A distant view of Slingshot's initial prototype worn on foot

Initial prototype worn on foot

Slingshot's initial prototype worn on foot

Evaluation

Evaluation and user feedback.

The pre-final prototype was tested with two users running on campus for around twenty minutes, with the captured gait metrics displayed on the prototype website through visualizations and basic running metrics.

  • Users found the foot strike and fatigue data novel and valuable, and the device weight felt comfortable when worn on the ankle.

  • The strap mechanism was uncomfortable and should be redesigned for easier wear.

  • Ankle-based vibration worked during walking but failed during running, where body movement masked the feedback and made it ineffective for technique guidance.

  • A regular athlete could understand the app, but the more general athlete found the graphs unclear, especially the axis representation.

  • Users requested a clearer live-feedback indicator and key results surfaced directly on the device itself.

The biggest takeaway was that the core concept had clear value, but the feedback channel, strap design, and data communication all needed refinement before the experience could work for a broader set of runners.

Conclusion

Conclusion and future scope.

Slingshot demonstrated that foot-worn wearables could unlock useful running insights still missing from wrist-based trackers, but it also made clear where the product needed to mature.

The concept showed real potential to help runners understand movement quality, manage fatigue, and improve performance with more kinematic awareness than mainstream devices were offering.

  • Refine the physical experience, especially strap comfort and the possibility of on-device display feedback.

  • Improve visualization clarity so the output is understandable even for less technical users.

  • Explore alternative feedback methods such as audio cues or different vibration placements and intensities.

  • Expand and validate the Fartlek guidance and fatigue-mapping logic more rigorously.

With those refinements, Slingshot could become a much stronger tool for runners trying to train more intelligently and safely.

Still evolving

Slingshot continues to evolve.

Development later progressed to v7 with a smaller form factor, improved strap direction, and an evolving demo website.
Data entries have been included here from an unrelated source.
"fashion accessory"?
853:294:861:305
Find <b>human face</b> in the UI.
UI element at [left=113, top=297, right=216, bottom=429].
The current continuation lives in Playground, where the project is being revisited through a more contemporary product and ML/AI learning lens.

Recognition

Featured in D'source.

This project was featured in D'source, the open design initiative by IDC at IIT Bombay in collaboration with India's Ministry of Human Resource Development as part of the National Mission in Education through ICT. The feature positioned Slingshot within a broader design education and open-learning context.

Personal context

Designed as a runner, revisited as one.

Born from my interest in both design and running, Slingshot began as an attempt to build a wearable that could unlock a runner's potential through gait analysis. After later completing multiple 10k races and half marathons, the project took on new meaning as a bridge between athlete experience, product design, and wearable technology.

References

Selected references.

• Francisco Kiss, Konrad Kucharski, Sven Mayer, Lars Lischke, Pascal Knierim, Andrzej Romanowski, Paweł W. Wo ́zniak. RunMerge: Towards Enhanced Proprioception for Advanced Amateur Runners. 2017. DIS 2017, Edinburgh, UK. http://dx.doi.org/10.1145/3064857.3079144

• Christina Strohrmann, Holger Harms, Gerhard Troster, Stefanie Hensler, Roland Muller. Out of the Lab and Into the Woods: Kinematic Analysis in Running Using Wearable Sensors. 2011. UbiComp'11, Beijing, China.
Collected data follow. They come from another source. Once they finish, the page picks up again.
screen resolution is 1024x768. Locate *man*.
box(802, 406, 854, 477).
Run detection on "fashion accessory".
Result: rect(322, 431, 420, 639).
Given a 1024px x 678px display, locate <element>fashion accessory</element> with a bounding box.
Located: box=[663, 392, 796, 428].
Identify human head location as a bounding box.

• Tim Op De Beéck, Wannes Meert, Kurt Schütte, Benedicte Vanwanseele, and Jesse Davis. 2018. Fatigue Prediction in Outdoor Runners Via Machine Learning and Sensor Fusion. KDD '18, London, United Kingdom. https://doi.org/10.1145/3219819.3219864

• Maheshya Weerasinghe, G.K.A Dias, Anuja Dharmaratne, Damitha Sandaruwan, Aruni Nisansala, Chamath Keppitiyagama, Nihal Kodikara. Computer Aid Assessment of Muscular Imbalance for Preventing Overuse Injuries in Athletes. 2016. ICCIP '16, Singapore.

• Jari Parkkari, Urho M. Kujala and Pekka Kannus. Is it Possible to Prevent Sports Injuries?. 2001. Sports Med 2001; 31 (14): 985-995.

And 30+ additional research papers and articles referenced during the study.